Clevland Board of Edcuation versus LaFleur (1974): "This court has long recognized that freedom of personal choice in matters of marriage and family life is one of the libertieis protected buy the Due Process Clause of the Fourteenth Amendment."

Loving versus Virginia (1967): The "freedom to marry has long been recongized as one of the vital personal rights essential to the orderly pursut of happiness by free men."

Hey look, I think the govt should be out of the marriage racket altogether. But until they ARE out of the marriage racket, they need to extend the right equally.
 
Well, the German people overwhelmingly put the Nazis and Adolf Hitler in power. That didn't make them right either, did it?

the expressed will of the majorities of 31 of 31 states...

and NAZIS!

LOL!
 
This is a red herring, as has been shown time and again. Gay marriage and polygamy are not the same thing, not even close.

That's because you are a bigot against polygamists.
 
There is nothing narrow about an 0-31 record of popular vote.

That is a deceiving statistic.

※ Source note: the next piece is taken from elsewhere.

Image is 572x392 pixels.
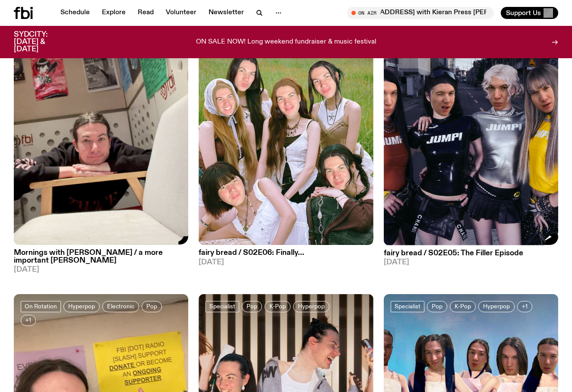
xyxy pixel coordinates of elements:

What is the margin of victory in each case? 31 strait 1 % wins is not an overwhelming majority of opinion.
 
I would 100% agree with you. To be honest, I think the real solution is to get rid of the marriage license. The "benefits" which you get through the marriage license can be offered in separate contracts. Cause after all things like hospital visitation or guardianship or kids or any of the stuff that comes with the marriage license, an individual should be able to freely assign. But good luck getting the government to give up the marriage license. And so long as the marriage license exists as a state granted and recognized contract; you can't exclude the gays.

Never going to happen. Also, you failed to mention things like tax law, which is not something individuals can assign.
 
If you want to go through all 4 of those cases and argue why the Supreme Court was wrong in its conclusion that marriage is a Constitutionally protected right, then have at it. I'm sure it would make a good thread. However, you asked for the legal precedent, and it is firmly established. The federal government sees marriage as a fundamental right. Neither side of the Prop 8 case argued that marriage was not a fundamental right.

No I'd rather not, but it was an interesting exercise to find a way out for the conservative supremes. :) By the way, precedent doesn't always hold.